The Slonimer Rebbe, Rabbi Shalom Noach Barzovsky (1911–2000), said that the central thing of these 49 days of Counting the Omer is each day, slowly but surely, to go a little further out of Egypt. It’s not dramatic and at least day by day, the distance we cover does not seem to be substantial – but taken together, these seven weeks symbolize an extraordinary developmental leap.

In the Slonimer’s telling, the first night of Pesach is connected to what the Hasidic tradition calls, “big mind” – we are in an expanded place of consciousness and something beyond all our individual efforting and capacity dramatically enacts our initial liberation. We blink in the new light of freedom, even if it is not something we can as yet comprehend or know what to do with. We find ourselves back in “small mind” and it’s all we can do to begin walking, to begin the slow work of truly leaving Egypt.

But what does it mean to each day go a little further out of Egypt? Other sages in our tradition have likened this time to a springtime version of the soul-searching that goes on in the month of Elul, before the High Holy Days. During the days of the Omer, we ask ourselves, in effect, what are we going to do with all this freedom? As we often note, freedom in Judaism is not an end in itself, but a means – a condition by which we can then be called forth to consciously offer and respond. In the classic language, we were forced to serve Pharoah; we now choose to serve God. So we spend these 49 days exploring and discovering what this service might look like – the ways we might give the gift of this life back – and making ourselves ready for the ritualizing of this commitment at Sinai. This is the heart of the Counting of the Omer. I think it is in this spirit here at CCM that we called our recently completed program, “Out of Mitzrayim, Towards the Joy of Responsibility.”

As I write this, we are preparing the mark the seventh day of Passover, which is linked to the crossing of the Sea of Reeds. Maybe the “wind that blew back the sea” could also be seen as wind at our backs, helping carry us along into these days of counting, towards Sinai. The Slonimer concludes his teaching by writing, “And because a person has strength from the first illumination and revealing on the first night of Pesach, she then has the trace energy from this to afterwards go through the counting for 50 days to strengthen herself, to raise up step by step, every day more and more, until she comes to the holy holiday of Shavuot, the time of the gift of Torah.”

A last thought – if we make peace with only covering a little ground each day, perhaps we can trust and just enjoy the slowness and the steadiness of this time. A slow walking, a steady strengthening. May we draw down blessings in this time of counting.

Rabbi Joshua Boettiger is the spiritual leader of Temple Emek Shalom in Ashland, OR, and Associate Rosh Yeshiva of CCM. He is a graduate of the Reconstructionist Rabbinical College in Philadelphia, and is a Rabbis Without Borders Fellow. Rabbi Boettiger directs the Mussar program in Ashland, and also teaches Jewish meditation on a weekly basis and leads silent retreats.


» **Aim of the task**
What is needed is an exact reproduction of the listing, without its pictures.

- Opening Delimiter -

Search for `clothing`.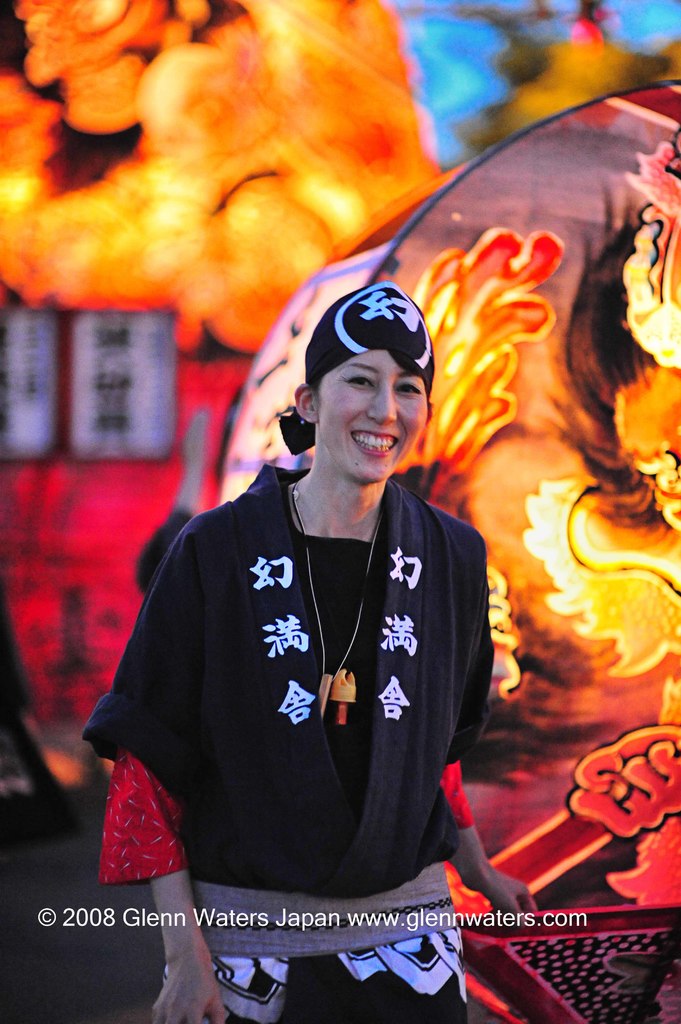
Found at (x1=92, y1=455, x2=490, y2=892).
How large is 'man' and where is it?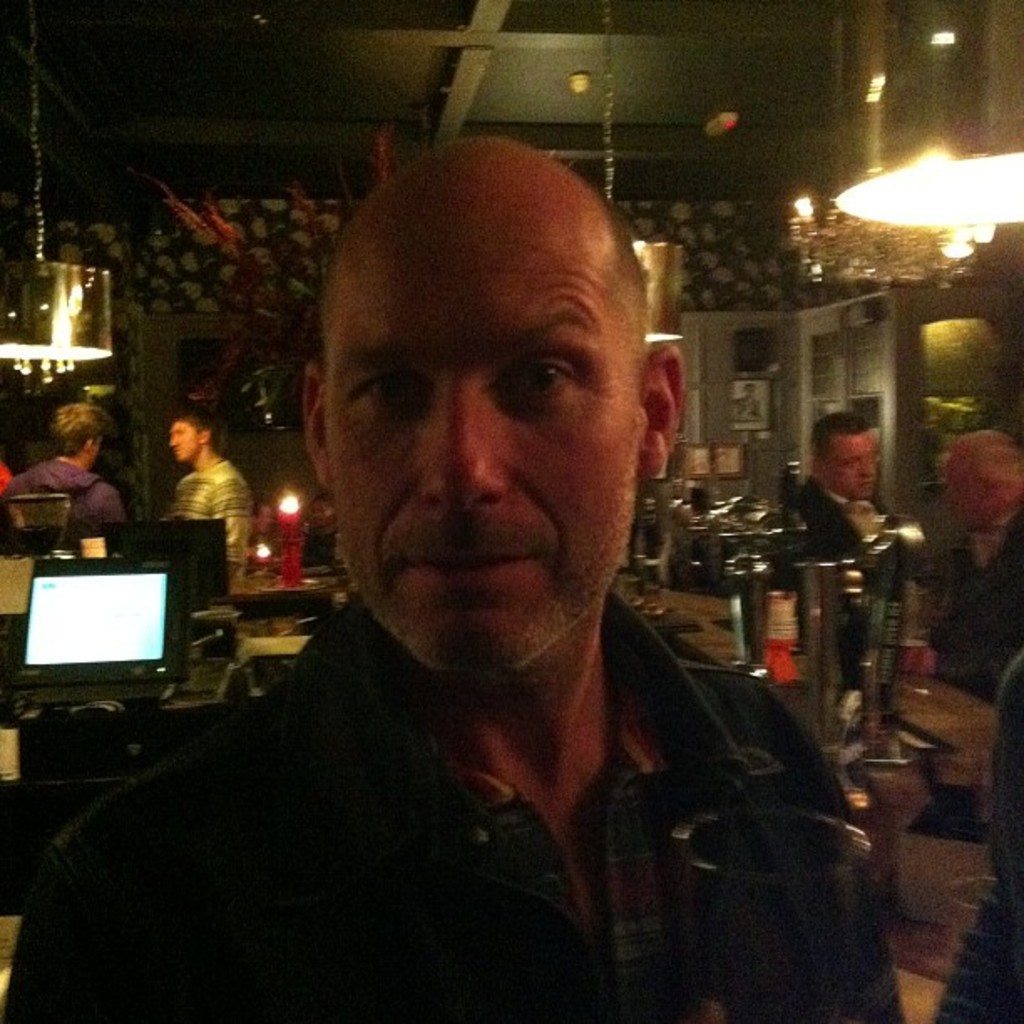
Bounding box: locate(791, 412, 929, 681).
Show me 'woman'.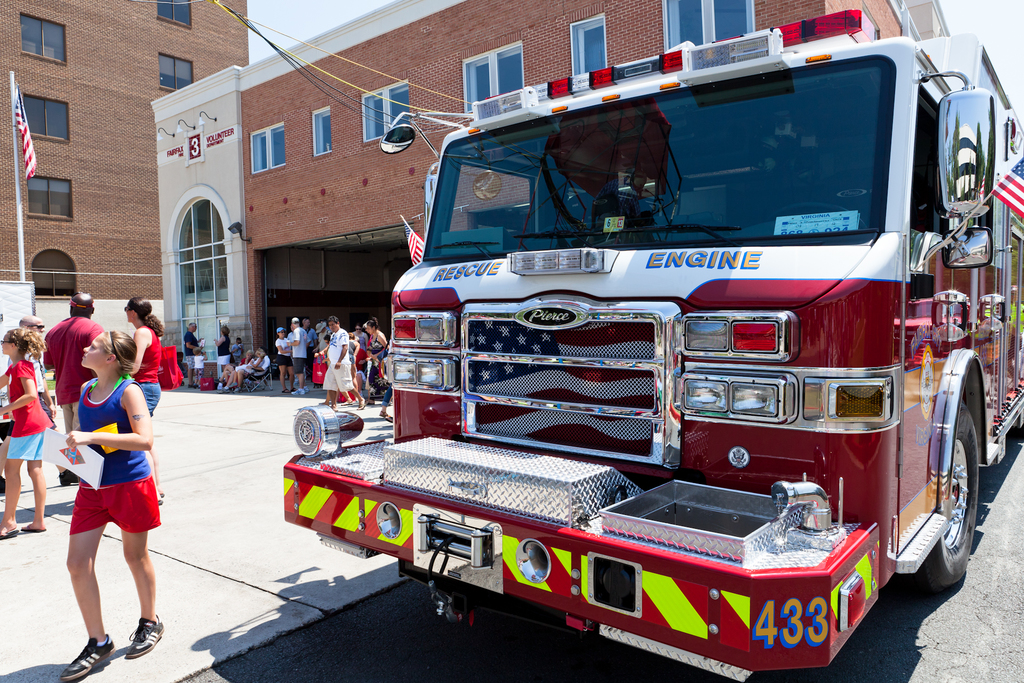
'woman' is here: 129, 293, 160, 500.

- Closing Delimiter -

» **Task answer**
Search for `clothing`.
Found at (x1=92, y1=455, x2=490, y2=892).
How large is 'man' and where is it?
Bounding box: locate(791, 412, 929, 681).
Show me 'woman'.
'woman' is here: 129, 293, 160, 500.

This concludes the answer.